Once again, I found myself marvelling at how lucky I am to be living in a city where large-scale outdoor events happen without a hitch. No violence, no real safety issues, no guns, no worries about who’s to the left of me or to the right of me. Just a joyful multilingual, multicultural human mass of strangers taking a momentary breather from life’s ever-present problems and irritations and coming together to experience something as a collective, as a community.

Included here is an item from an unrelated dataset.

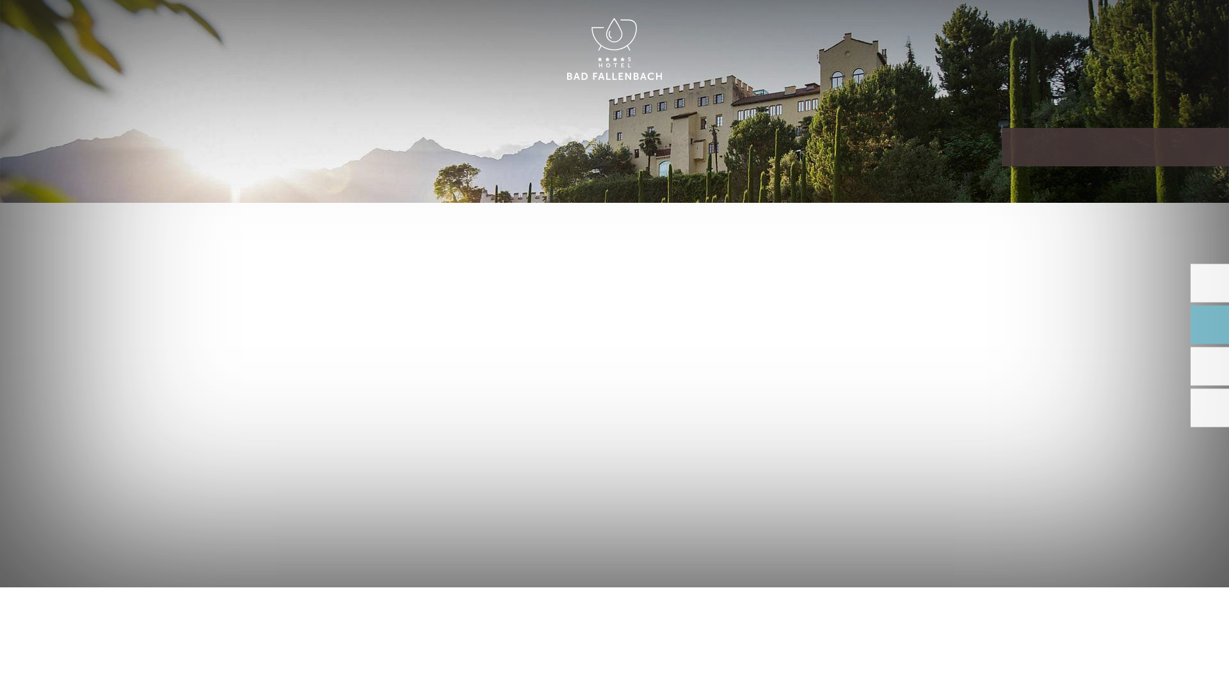 This screenshot has width=1229, height=691. I want to click on ENGLISH, so click(1091, 24).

Earlier that day I had made my way to the Mont-Royal Street Fair, where throngs of people slowly manoeuvred their way through each other, taking in the food offerings and the sales. Mont-Royal was my first home. A modest second-floor apartment on this street is where my parents first brought me from the hospital when I was born. The corner of Mont-Royal and Henri-Julien was where my father opened his very first restaurant. Nothing remains of it, but it was that corner that my dad would point to when we occasionally found our way by there. We moved away while I was still a baby, so the street has no real memories for me — other than the countless stories my father would share — but the sillage of our past lives still lingers in the air. So many immigrants called this neighbourhood home before all the cool kids moved in.

I salivated at the smells coming from the grilled Portuguese chicken vendors, bumped into friends, watched parents gently push their shy kids forward to high-five a giant furry mascot, leafed through French second-hand books and sampled home-made lemonade. I saw Brazilian musicians competing for attention with a bunch of young women across from them on another stage, who were — oddly enough — giving twerking lessons (sorry, Brazilian dudes, you were dealt a losing hand with that one) and did what I, as a writer, love to do the most: people-watched.

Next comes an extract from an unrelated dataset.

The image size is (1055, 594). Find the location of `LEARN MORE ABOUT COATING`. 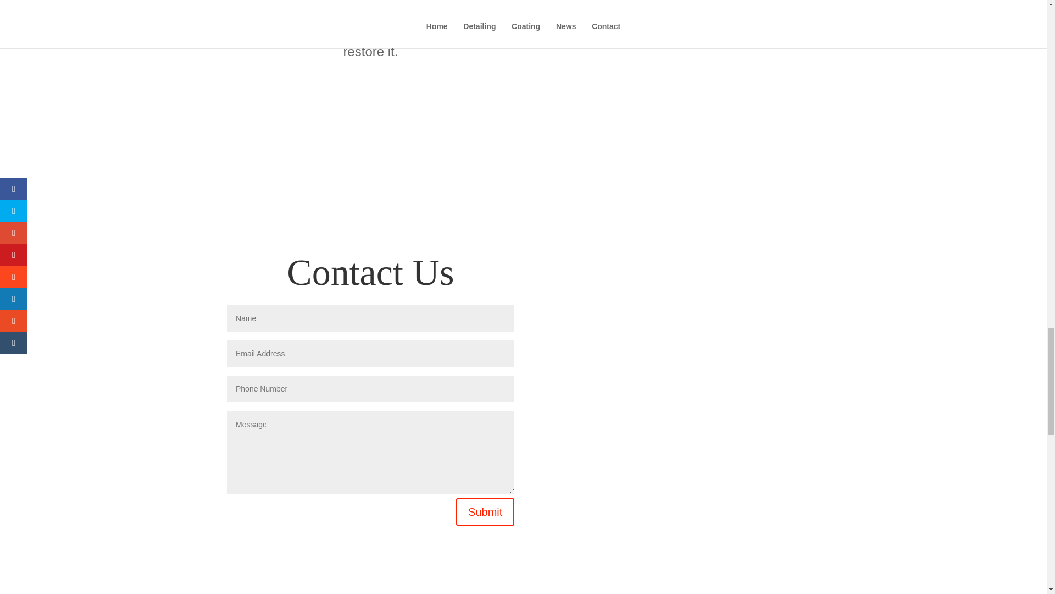

LEARN MORE ABOUT COATING is located at coordinates (675, 129).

Soon, weather permitting, I will meander my way up St-Laurent and grab a beer at the Fringe tent and take in some fun Fringe Fest performances. The Jazz Fest’s amazing line-up of free, outdoor performances will, once again, motivate Montrealers to squeeze into the QDS space and spend more magical nights together. FrancoFolies will soon follow… And so on and so on does summer go in this town.

Of course, I know that nothing is perfect. We are a whiny bunch. I see so much raving and ranting about the city’s daily happenings and (often minor) annoyances online. Humans tend to forget to appreciate what belongs to them, and the everyday often loses its lustre. Like a lover you’ve grown tired of, because you think you don’t risk ever losing them, the shine wears off.

While I sat at home to write this column this past Sunday and waxed poetically about our city, my social media timeline was clogged with annoyed, angry Montrealers wishing a pox on every family member of everyone ever involved in creating and organizing the Tour de L’Île bike race. The annual whine is so predictable and so disproportionate for an event that only takes place once a bloody year, posts its itinerary and road closures well in advance, and is usually over by 2 p.m. that it always makes me chuckle.

There are far too many “Old Man Yelling at Cloud” folks out there and you really need to chill. The Tour is wonderful. This city is wonderful.

Sure, we’re not perfect. We’ve got lots of real problems to tackle, public hearings are underway on important social injustices, there are more pylons than residents at this point, so much can always be done better, and we could drop off those post-apocalyptic Innervision dancers near the Turcot Interchange right now and they would feel right at home in that epic construction disaster zone.

But can we also ease off on the whining and sit back and appreciate how lovely and beautiful and liveable this city is? How every spring it makes you fall in love with it all over again?

“In Montreal, spring is like an autopsy,” says Leonard, the city’s favourite son. “Everyone wants to see the inside of the frozen mammoth. Girls rip off their sleeves and the flesh is sweet and white, like wood under green bark. From the streets a sexual manifesto rises like an inflating tire, ‘the winter has not killed us again!’”

“The winter has not killed us again.”